* Activity:
Give the data below again exactly as written, without its pictures.
** Data in this exercise follows **
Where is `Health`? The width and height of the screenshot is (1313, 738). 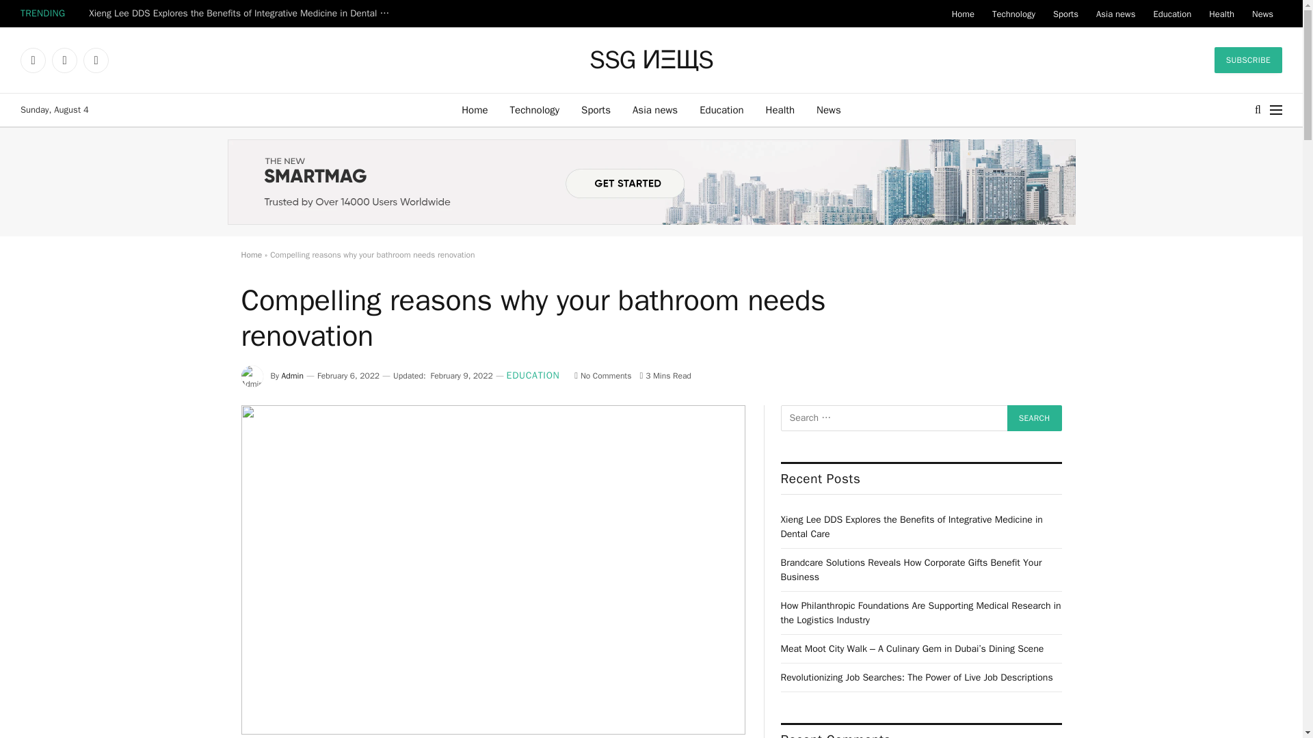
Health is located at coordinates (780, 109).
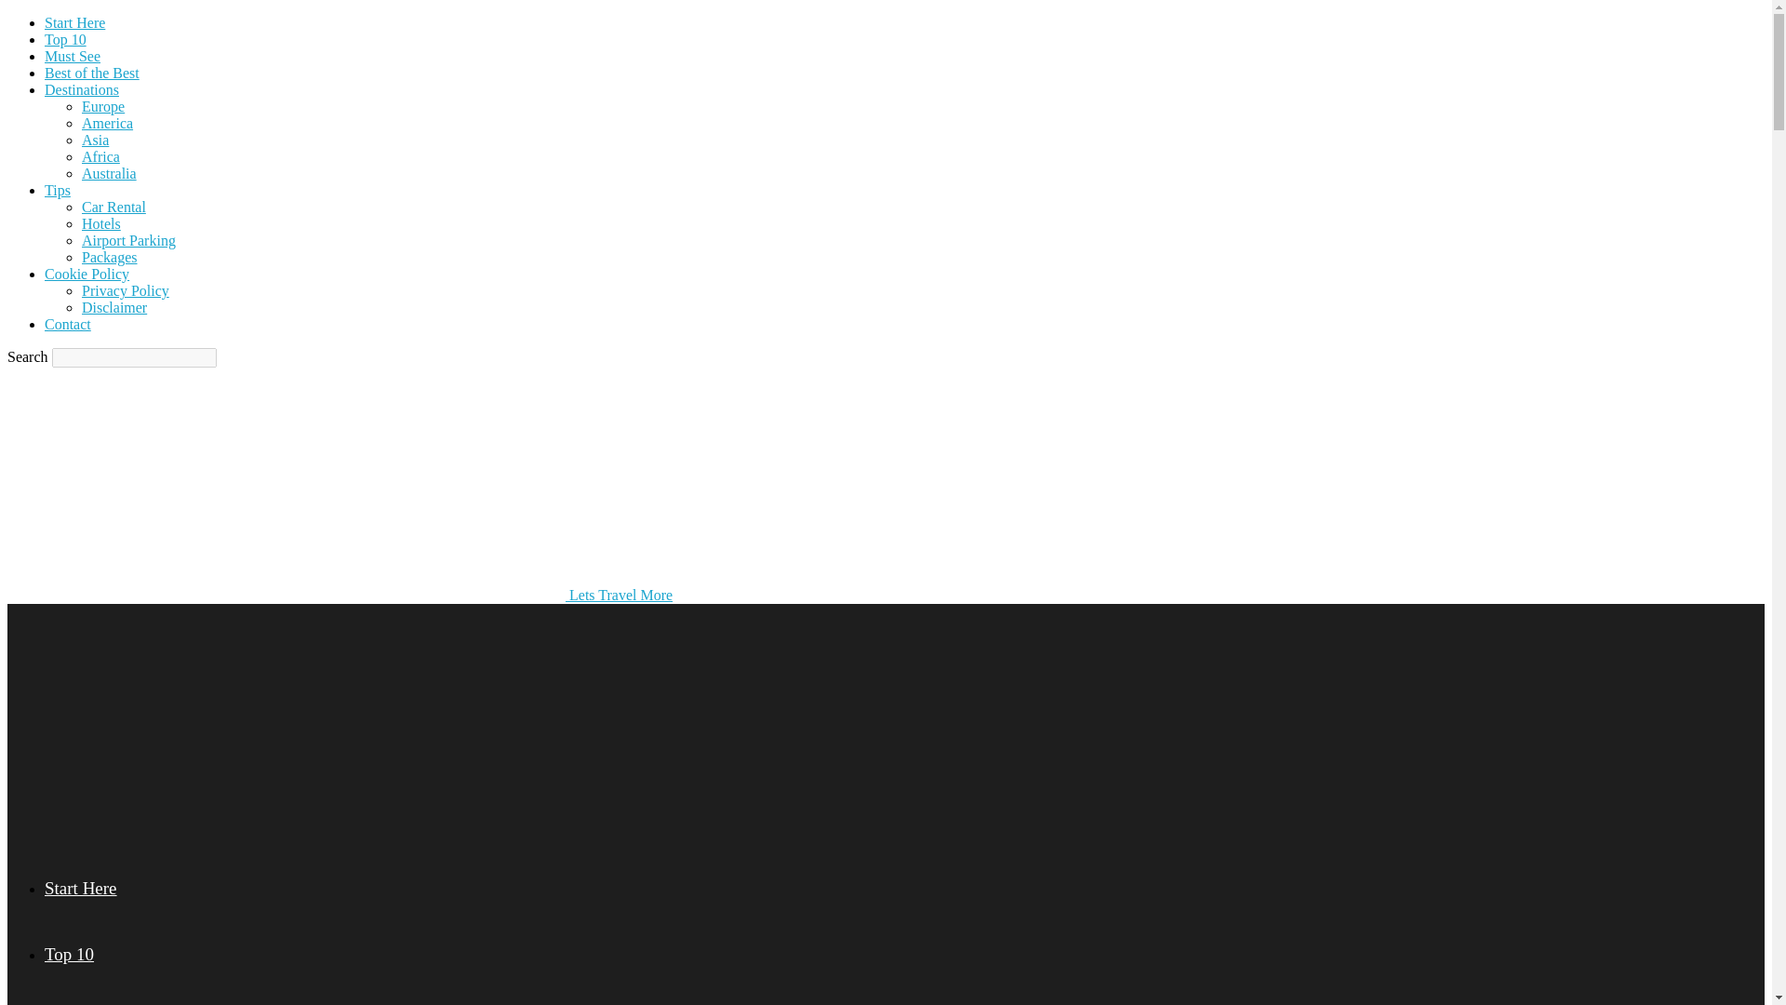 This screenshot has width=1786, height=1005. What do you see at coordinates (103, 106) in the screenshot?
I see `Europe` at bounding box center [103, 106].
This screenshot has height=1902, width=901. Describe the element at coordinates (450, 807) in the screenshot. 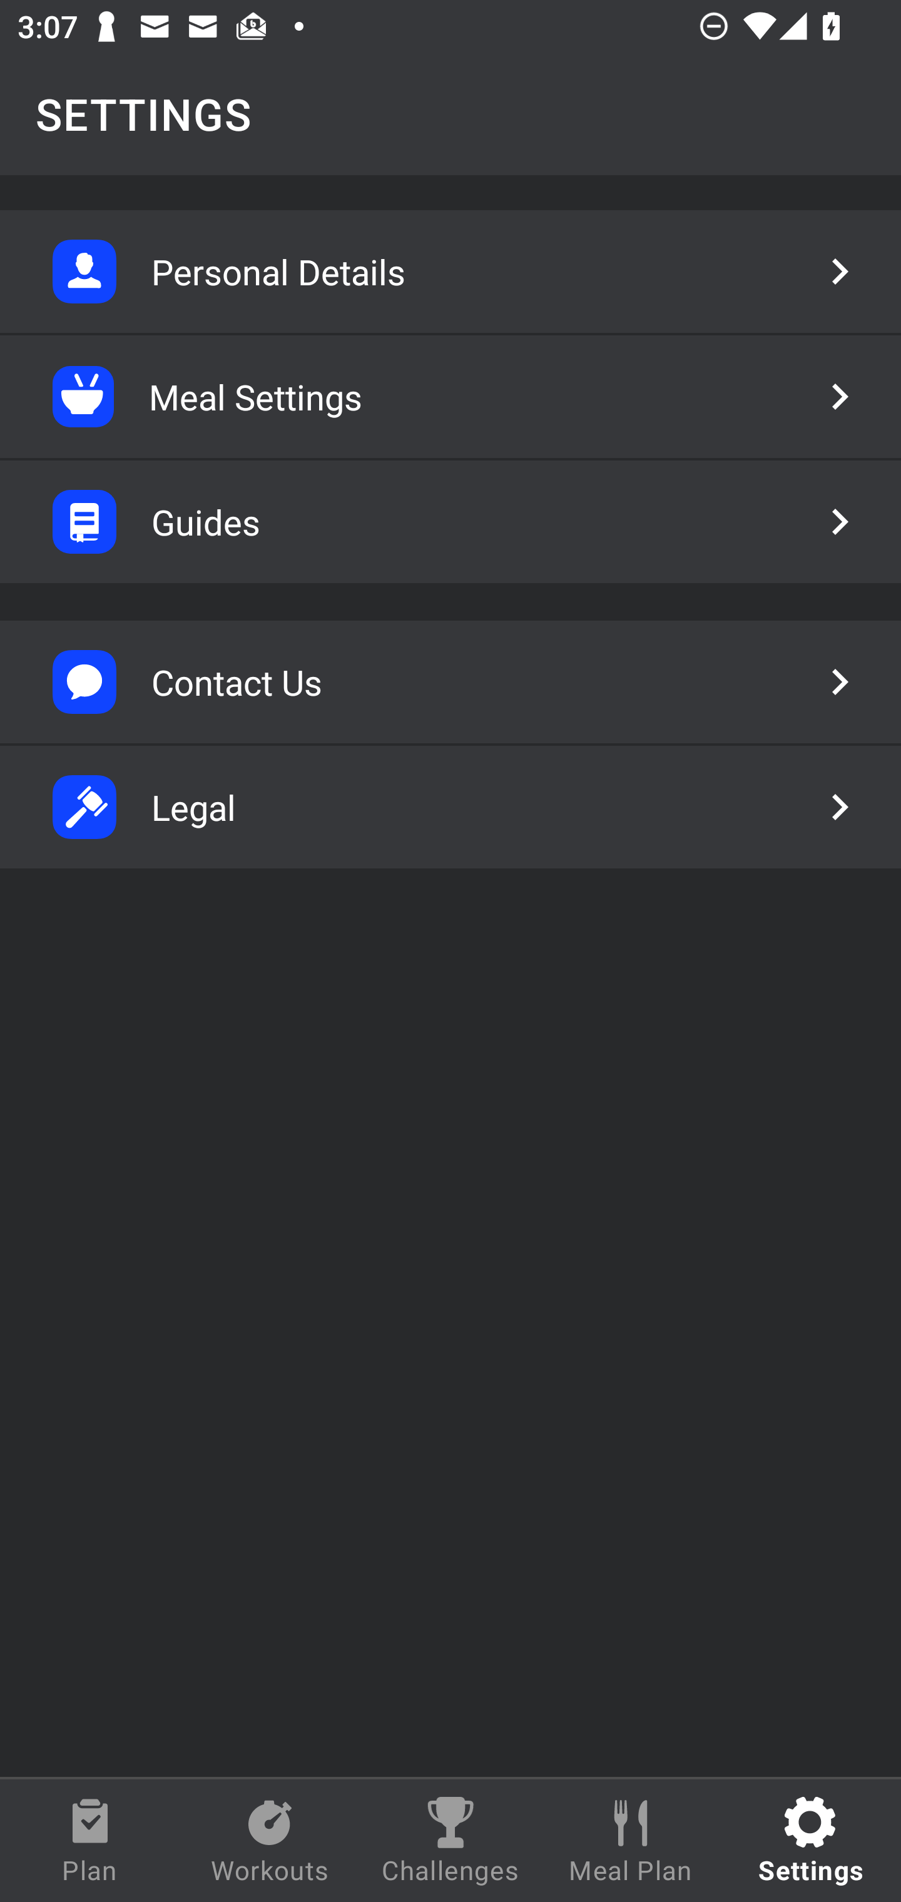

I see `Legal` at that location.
** End of Data in this exercise **
* Solution for this problem:
Where is `Health`? The width and height of the screenshot is (1313, 738). 
Health is located at coordinates (780, 109).
 This screenshot has width=1786, height=1005. What do you see at coordinates (103, 106) in the screenshot?
I see `Europe` at bounding box center [103, 106].
This screenshot has height=1902, width=901. Describe the element at coordinates (450, 807) in the screenshot. 

I see `Legal` at that location.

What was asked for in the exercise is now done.